"On n'est pas dans le futurisme, mais dans un drame bourgeois ou un thriller atmosphérique"
Of all the French epigrammatic writers, La Rochefoucauld (1613-1680) is at once the most widely known and the most distinguished. Voltaire said: One of the works that most largely contributed to form the taste of the [French] nation, and to diffuse a spirit of justice and precision, is the collection of maxims by François, duc de La Rochefoucauld; though there is scarcely more than one truth running through the book-that 'self-love is the motive of everything'-yet, this thought is presented under so many varied aspects that it is nearly always striking. And Lord Chesterfield, in his letters to his son: Till you come to know mankind by your own experience, I know no thing nor no man that can in the meantime bring you so well acquainted with them as La Rochefoucauld: his little book of Maxims, which I would advise you to look into, for some moments at least, every day of your life, is, I fear, too like and too exact a picture of human nature. I own it seems to degrade it, but yet my experience does not convince me that it degrades it unjustly.
The Maxims were first published in 1665, under the title Reflections or sentences and moral maxims; and the edition of 1678, the fifth, from which the text has been used for the present translation, was the last revised by the author and published in his lifetime (with maxims numbered 1 to 504). Maxims which appeared in previous editions and were suppressed by La Rochefoucauld can be found in the second part, entitled Maxims withdrawn by the author, here numbered 505 to 583.
The French original of this bilingual edition was reviewed by Philippe Renaud. The English translation, originally by John William Willis-Bund and James Hain Friswell, has been thoroughly revised by Rebecca Hazell and Philippe Renaud.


_What is being asked_
Scan the lines below for the string "Multiple" and copy every one that has it.

(Recorded data)
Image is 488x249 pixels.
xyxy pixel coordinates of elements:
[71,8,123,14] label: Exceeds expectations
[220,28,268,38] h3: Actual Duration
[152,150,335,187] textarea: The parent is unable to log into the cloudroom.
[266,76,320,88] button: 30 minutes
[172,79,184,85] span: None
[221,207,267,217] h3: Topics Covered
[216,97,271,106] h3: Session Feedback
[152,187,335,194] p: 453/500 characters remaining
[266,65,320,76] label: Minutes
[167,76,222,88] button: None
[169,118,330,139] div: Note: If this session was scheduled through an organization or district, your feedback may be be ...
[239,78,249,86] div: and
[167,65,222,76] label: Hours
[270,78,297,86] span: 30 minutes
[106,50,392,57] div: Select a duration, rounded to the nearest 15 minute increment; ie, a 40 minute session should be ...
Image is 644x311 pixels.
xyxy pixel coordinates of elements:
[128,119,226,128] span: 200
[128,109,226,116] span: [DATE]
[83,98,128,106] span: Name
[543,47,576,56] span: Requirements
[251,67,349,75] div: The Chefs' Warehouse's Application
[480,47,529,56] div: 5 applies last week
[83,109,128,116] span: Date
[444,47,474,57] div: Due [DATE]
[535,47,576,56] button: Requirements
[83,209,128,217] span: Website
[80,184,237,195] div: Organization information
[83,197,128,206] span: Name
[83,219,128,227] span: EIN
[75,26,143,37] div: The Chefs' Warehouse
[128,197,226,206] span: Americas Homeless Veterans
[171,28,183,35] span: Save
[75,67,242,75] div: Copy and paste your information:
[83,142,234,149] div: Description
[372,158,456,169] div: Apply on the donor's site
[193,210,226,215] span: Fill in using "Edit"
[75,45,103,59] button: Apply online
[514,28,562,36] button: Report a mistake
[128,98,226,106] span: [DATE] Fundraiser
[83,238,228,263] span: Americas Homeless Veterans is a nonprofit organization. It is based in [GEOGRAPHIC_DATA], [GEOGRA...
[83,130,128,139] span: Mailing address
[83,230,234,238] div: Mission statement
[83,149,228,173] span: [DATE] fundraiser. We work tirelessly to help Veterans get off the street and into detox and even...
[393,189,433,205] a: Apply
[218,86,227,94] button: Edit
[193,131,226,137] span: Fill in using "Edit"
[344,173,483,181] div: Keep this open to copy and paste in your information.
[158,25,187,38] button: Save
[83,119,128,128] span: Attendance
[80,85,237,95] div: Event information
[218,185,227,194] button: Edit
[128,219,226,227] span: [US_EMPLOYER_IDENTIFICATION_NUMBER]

---

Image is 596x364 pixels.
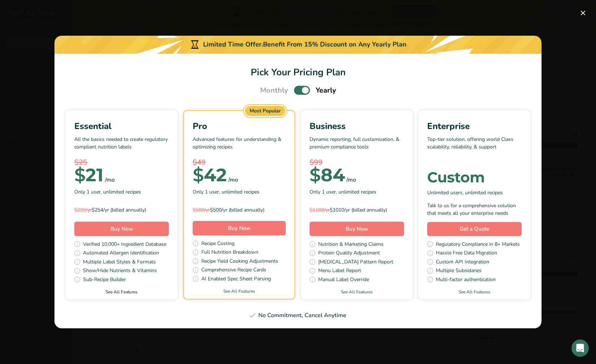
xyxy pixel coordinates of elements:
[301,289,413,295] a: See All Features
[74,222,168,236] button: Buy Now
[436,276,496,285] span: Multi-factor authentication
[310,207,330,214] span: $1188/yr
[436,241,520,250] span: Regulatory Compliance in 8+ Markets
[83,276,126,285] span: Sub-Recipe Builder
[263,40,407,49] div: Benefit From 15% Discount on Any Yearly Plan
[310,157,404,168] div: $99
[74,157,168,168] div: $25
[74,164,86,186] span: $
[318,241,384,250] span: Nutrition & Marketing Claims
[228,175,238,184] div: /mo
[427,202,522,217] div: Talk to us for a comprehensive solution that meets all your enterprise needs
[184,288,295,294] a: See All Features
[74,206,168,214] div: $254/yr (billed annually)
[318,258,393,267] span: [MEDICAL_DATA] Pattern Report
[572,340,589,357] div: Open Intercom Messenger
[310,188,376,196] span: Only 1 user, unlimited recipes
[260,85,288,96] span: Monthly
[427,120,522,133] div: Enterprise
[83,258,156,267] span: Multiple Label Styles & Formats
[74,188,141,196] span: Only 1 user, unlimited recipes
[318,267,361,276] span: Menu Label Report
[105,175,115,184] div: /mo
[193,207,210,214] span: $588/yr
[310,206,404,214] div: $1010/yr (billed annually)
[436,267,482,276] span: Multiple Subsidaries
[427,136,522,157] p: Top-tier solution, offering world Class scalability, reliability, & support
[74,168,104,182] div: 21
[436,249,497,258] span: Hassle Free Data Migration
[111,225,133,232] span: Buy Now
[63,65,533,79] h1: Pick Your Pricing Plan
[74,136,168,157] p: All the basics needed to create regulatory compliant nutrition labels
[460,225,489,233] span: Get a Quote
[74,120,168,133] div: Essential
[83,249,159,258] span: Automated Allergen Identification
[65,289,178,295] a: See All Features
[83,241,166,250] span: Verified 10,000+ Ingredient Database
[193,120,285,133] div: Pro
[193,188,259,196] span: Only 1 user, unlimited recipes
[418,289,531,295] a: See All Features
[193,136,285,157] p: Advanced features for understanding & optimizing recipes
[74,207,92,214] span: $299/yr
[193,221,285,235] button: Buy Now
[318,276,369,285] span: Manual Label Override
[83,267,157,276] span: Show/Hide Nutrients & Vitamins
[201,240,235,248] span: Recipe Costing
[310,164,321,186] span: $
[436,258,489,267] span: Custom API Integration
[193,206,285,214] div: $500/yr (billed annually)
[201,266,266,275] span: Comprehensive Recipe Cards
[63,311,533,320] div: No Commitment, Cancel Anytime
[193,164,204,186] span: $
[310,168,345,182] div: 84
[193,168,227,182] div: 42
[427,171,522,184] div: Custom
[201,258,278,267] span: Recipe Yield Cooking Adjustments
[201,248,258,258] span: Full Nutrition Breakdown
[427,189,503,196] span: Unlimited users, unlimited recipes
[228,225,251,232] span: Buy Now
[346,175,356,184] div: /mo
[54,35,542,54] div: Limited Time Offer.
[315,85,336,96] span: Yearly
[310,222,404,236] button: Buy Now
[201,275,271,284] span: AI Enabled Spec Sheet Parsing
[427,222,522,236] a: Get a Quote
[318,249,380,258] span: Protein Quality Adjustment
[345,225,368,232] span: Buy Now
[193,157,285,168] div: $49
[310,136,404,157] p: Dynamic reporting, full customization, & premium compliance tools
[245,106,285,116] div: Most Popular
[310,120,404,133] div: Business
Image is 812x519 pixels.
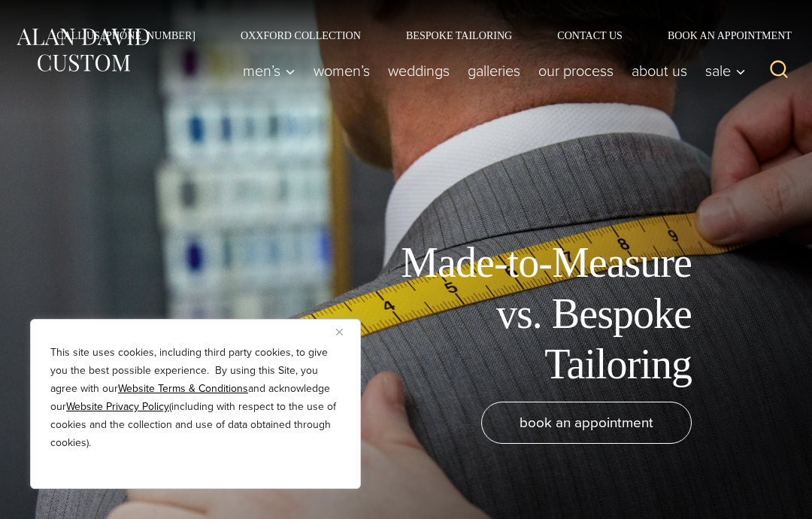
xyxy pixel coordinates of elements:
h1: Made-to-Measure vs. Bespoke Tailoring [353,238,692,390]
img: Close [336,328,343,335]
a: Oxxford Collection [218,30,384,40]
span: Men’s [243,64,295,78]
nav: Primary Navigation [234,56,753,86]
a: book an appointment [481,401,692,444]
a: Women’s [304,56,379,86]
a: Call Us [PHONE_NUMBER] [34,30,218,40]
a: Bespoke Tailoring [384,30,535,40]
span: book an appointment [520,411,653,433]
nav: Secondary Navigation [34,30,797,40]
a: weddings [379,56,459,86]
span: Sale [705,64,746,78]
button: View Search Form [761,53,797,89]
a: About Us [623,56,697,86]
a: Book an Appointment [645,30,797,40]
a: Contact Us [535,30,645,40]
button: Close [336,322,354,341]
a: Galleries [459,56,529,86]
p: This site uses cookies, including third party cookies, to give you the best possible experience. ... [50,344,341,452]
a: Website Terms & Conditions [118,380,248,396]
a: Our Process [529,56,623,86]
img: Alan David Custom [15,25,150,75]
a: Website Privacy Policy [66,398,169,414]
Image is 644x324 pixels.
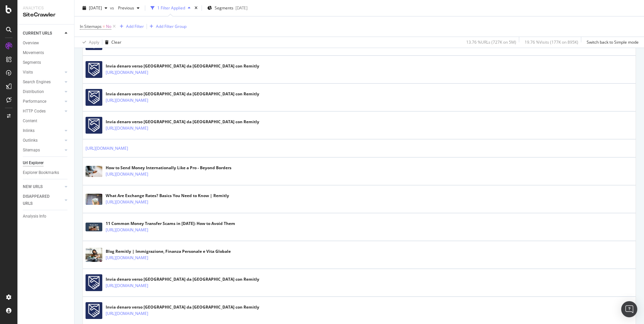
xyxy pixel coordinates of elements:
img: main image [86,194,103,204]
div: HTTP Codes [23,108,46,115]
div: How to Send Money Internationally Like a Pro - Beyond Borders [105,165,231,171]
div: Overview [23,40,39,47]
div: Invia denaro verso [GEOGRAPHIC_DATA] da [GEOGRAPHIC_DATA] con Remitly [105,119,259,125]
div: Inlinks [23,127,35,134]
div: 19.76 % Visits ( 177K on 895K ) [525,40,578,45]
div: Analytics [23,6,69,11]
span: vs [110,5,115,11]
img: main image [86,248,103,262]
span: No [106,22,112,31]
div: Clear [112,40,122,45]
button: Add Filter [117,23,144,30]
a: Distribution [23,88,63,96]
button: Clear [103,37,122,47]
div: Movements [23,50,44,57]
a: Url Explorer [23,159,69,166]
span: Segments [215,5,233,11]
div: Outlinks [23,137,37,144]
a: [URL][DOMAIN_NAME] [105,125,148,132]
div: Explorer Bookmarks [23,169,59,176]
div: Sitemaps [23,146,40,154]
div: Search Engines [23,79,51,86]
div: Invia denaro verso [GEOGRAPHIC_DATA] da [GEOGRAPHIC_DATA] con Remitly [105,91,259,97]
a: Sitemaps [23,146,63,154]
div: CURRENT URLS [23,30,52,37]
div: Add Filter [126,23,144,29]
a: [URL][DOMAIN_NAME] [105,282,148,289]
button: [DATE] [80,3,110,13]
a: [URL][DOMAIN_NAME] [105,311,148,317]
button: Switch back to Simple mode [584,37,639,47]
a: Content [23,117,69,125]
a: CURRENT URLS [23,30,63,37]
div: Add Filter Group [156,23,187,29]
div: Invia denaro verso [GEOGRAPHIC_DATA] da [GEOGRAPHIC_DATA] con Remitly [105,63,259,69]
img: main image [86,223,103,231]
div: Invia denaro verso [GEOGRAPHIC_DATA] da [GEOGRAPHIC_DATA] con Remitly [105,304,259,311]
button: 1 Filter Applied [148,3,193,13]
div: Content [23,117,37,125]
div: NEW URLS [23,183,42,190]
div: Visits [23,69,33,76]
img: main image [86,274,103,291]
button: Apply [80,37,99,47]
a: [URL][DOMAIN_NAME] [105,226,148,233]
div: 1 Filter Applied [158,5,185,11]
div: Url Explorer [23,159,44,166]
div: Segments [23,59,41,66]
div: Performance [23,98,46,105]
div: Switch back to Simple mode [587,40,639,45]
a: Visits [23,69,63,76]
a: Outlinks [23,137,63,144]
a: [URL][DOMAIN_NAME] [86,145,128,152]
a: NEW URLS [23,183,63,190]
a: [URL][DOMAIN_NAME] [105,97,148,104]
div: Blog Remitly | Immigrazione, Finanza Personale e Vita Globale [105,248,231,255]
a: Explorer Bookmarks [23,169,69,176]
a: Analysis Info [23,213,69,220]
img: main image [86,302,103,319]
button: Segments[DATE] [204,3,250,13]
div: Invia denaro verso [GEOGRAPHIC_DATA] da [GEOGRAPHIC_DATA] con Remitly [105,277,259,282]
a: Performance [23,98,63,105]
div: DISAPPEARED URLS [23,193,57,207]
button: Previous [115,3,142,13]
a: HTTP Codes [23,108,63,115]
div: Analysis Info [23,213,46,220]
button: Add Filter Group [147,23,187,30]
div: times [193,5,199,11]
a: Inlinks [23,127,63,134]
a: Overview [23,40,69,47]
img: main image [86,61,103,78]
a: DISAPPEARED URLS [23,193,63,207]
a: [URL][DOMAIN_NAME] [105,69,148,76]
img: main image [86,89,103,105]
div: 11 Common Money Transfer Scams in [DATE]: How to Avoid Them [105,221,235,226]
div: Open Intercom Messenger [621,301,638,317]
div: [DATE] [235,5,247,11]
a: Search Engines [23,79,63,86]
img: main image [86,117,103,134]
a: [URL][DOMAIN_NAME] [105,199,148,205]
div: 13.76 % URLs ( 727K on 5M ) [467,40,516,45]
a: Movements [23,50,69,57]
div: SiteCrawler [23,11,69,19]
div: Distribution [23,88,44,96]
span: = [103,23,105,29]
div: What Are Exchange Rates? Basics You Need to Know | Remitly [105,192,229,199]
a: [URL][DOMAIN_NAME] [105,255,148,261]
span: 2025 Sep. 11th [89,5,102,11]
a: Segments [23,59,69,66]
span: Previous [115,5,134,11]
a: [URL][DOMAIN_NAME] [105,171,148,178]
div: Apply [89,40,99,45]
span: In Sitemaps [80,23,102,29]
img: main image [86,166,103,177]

...

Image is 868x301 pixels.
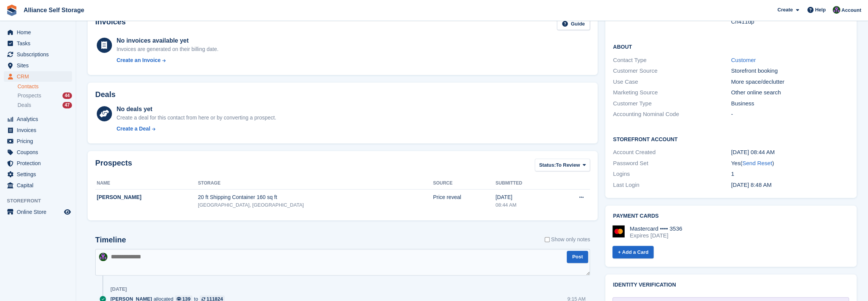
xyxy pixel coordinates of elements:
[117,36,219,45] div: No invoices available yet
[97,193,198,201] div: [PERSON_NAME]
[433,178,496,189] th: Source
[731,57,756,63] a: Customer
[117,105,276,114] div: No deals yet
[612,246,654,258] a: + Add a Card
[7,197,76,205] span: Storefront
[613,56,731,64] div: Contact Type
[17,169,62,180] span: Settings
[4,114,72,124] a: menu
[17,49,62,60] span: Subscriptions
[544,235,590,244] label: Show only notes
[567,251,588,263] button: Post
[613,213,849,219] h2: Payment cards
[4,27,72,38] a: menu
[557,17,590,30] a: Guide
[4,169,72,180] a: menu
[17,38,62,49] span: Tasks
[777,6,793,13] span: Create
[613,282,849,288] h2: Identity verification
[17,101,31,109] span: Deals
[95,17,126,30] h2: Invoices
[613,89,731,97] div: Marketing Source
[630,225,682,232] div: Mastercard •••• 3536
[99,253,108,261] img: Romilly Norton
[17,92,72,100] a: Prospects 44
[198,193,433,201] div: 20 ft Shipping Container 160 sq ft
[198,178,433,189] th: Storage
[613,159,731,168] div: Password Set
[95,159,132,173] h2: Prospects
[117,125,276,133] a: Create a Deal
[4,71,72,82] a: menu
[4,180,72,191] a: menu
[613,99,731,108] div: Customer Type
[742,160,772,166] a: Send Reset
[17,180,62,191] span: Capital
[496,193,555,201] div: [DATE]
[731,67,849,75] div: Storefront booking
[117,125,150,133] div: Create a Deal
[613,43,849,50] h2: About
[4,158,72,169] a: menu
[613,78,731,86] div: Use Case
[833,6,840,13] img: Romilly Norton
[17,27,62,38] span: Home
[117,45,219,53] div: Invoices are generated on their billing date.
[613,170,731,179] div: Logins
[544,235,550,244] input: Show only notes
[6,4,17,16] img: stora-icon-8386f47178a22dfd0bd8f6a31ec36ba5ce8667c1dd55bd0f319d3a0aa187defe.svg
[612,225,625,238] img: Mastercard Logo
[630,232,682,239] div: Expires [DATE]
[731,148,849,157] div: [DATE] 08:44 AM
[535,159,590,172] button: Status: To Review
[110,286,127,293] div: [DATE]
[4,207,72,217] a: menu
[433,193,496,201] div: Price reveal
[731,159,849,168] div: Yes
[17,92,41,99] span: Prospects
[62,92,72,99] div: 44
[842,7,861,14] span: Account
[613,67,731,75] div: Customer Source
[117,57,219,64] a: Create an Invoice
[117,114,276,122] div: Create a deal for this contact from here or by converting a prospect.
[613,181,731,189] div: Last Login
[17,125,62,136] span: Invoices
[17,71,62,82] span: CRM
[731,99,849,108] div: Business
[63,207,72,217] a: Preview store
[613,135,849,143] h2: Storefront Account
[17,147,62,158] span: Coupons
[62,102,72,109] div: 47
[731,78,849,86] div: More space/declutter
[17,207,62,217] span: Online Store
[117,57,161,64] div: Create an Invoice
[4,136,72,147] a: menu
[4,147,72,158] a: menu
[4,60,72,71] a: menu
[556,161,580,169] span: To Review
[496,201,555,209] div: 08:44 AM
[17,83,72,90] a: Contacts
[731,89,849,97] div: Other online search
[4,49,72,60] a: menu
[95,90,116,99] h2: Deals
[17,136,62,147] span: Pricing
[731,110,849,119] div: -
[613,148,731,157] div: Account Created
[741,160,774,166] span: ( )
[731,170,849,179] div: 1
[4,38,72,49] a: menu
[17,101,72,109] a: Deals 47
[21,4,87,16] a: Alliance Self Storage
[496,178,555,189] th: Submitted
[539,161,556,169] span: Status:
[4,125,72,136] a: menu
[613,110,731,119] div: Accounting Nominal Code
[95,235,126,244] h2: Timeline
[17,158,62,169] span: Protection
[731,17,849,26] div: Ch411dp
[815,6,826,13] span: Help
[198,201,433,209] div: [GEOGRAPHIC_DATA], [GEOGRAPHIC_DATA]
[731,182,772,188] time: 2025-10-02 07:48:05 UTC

_Answer to the exercise_
[83,258,156,267] span: Multiple Label Styles & Formats
[436,267,482,276] span: Multiple Subsidaries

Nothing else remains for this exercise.